Asked whether the commission would start work before October 15, Mueller replied: "I don't know and there is no such priority, the commission itself will decide about it."
Andrzej Jackowski/PAP
A commission to investigate alleged Russian influence on Polish internal security may not start work before the elections, the government spokesman has said.
Poland goes to the polls on October 15, and the opposition has claimed that the commission could be used as a political tool to exclude its political leaders from the election process.
A deadline for political parties to nominate their candidates for the commission had been set by the lower house speaker for 8pm on Tuesday, August 29.
Law and Justice (PiS), the governing party, was the only political grouping to nominate their candidates for the commission, an idea which was originally initiated by PiS politicians, by the deadline.
Talking to a private broadcaster Polsat News on Wednesday morning, Piotr Mueller, the government spokesman, said he hopes that the agenda of the Wednesday sitting of the Sejm, lower house, would include the election of the commission’s members.
He added that it would take several weeks for the commission to be constituted and the chairperson elected.
Asked whether the commission would start work before October 15, Mueller replied: “I don’t know and there is no such priority, the commission itself will decide about it.”
The law establishing the commission, which will cover the years 2007 to 2022, came into force on May 31, but just after signing it into law, Andrzej Duda, the Polish president, tabled an amendment causing a delay.
The commission, which in its original unamended guise would have had the power to bar politicians from public office if they had been found to have been operating under Russian influence, sparked severe criticism with even the US and EU expressing disapproval.
Critics feared, in particular, the commission could be used to prevent opposition leader Donald Tusk, who is also a former prime minister, from running in the elections.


### WORK TO COMPLETE
Restate every record word for word, without the pictures.

[Records from a dataset]
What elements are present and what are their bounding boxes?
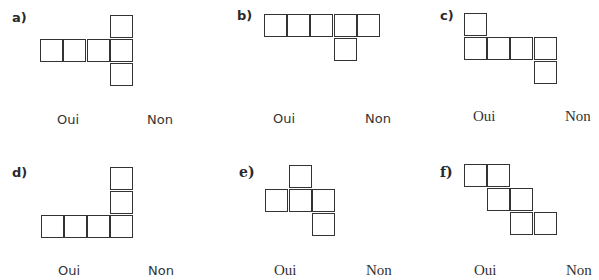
exercise-label-b: b) [237,8,252,23]
net-square [312,189,335,212]
net-square [464,37,487,60]
answer-non-f[interactable]: Non [566,262,592,279]
answer-oui-e[interactable]: Oui [274,262,297,279]
net-square [110,167,133,190]
answer-non-b[interactable]: Non [365,111,391,126]
net-square [310,14,333,37]
answer-non-d[interactable]: Non [148,263,174,278]
net-square [534,61,557,84]
net-square [110,191,133,214]
net-square [289,189,312,212]
net-square [510,37,533,60]
exercise-label-e: e) [239,164,255,180]
answer-oui-d[interactable]: Oui [58,263,80,278]
net-square [64,215,87,238]
exercise-label-f: f) [440,164,453,180]
net-square [63,39,86,62]
net-square [534,37,557,60]
net-square [487,188,510,211]
net-square [334,38,357,61]
net-square [357,14,380,37]
net-square [334,14,357,37]
answer-oui-a[interactable]: Oui [57,112,79,127]
net-square [110,39,133,62]
net-square [464,164,487,187]
net-square [510,188,533,211]
net-square [487,164,510,187]
answer-non-a[interactable]: Non [147,112,173,127]
net-square [40,39,63,62]
net-square [510,212,533,235]
net-square [41,215,64,238]
net-square [265,189,288,212]
net-square [87,39,110,62]
answer-oui-b[interactable]: Oui [273,111,295,126]
exercise-label-c: c) [440,8,454,23]
net-square [110,215,133,238]
net-square [464,13,487,36]
net-square [110,15,133,38]
net-square [289,165,312,188]
exercise-label-d: d) [12,165,27,180]
exercise-label-a: a) [12,10,27,25]
net-square [87,215,110,238]
answer-non-e[interactable]: Non [366,262,392,279]
net-square [110,63,133,86]
answer-oui-c[interactable]: Oui [473,108,496,125]
net-square [312,213,335,236]
answer-oui-f[interactable]: Oui [474,262,497,279]
answer-non-c[interactable]: Non [565,108,591,125]
net-square [534,212,557,235]
net-square [487,37,510,60]
net-square [287,14,310,37]
net-square [264,14,287,37]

### TASK OUTPUT
What elements are present and what are their bounding boxes?
exercise-label-b: b) [237,8,252,23]
net-square [312,189,335,212]
net-square [464,37,487,60]
answer-non-f[interactable]: Non [566,262,592,279]
answer-oui-e[interactable]: Oui [274,262,297,279]
net-square [110,167,133,190]
answer-non-b[interactable]: Non [365,111,391,126]
net-square [310,14,333,37]
answer-non-d[interactable]: Non [148,263,174,278]
net-square [534,61,557,84]
net-square [110,191,133,214]
net-square [289,189,312,212]
net-square [510,37,533,60]
exercise-label-e: e) [239,164,255,180]
answer-oui-d[interactable]: Oui [58,263,80,278]
net-square [64,215,87,238]
exercise-label-f: f) [440,164,453,180]
net-square [63,39,86,62]
net-square [534,37,557,60]
net-square [487,188,510,211]
net-square [334,38,357,61]
net-square [357,14,380,37]
net-square [334,14,357,37]
answer-oui-a[interactable]: Oui [57,112,79,127]
net-square [110,39,133,62]
net-square [464,164,487,187]
net-square [510,188,533,211]
net-square [487,164,510,187]
answer-non-a[interactable]: Non [147,112,173,127]
net-square [40,39,63,62]
net-square [510,212,533,235]
net-square [41,215,64,238]
net-square [265,189,288,212]
net-square [87,39,110,62]
answer-oui-b[interactable]: Oui [273,111,295,126]
exercise-label-c: c) [440,8,454,23]
net-square [110,215,133,238]
net-square [464,13,487,36]
net-square [110,15,133,38]
net-square [289,165,312,188]
exercise-label-d: d) [12,165,27,180]
exercise-label-a: a) [12,10,27,25]
net-square [87,215,110,238]
answer-non-e[interactable]: Non [366,262,392,279]
net-square [110,63,133,86]
answer-oui-c[interactable]: Oui [473,108,496,125]
net-square [312,213,335,236]
answer-oui-f[interactable]: Oui [474,262,497,279]
answer-non-c[interactable]: Non [565,108,591,125]
net-square [534,212,557,235]
net-square [487,37,510,60]
net-square [287,14,310,37]
net-square [264,14,287,37]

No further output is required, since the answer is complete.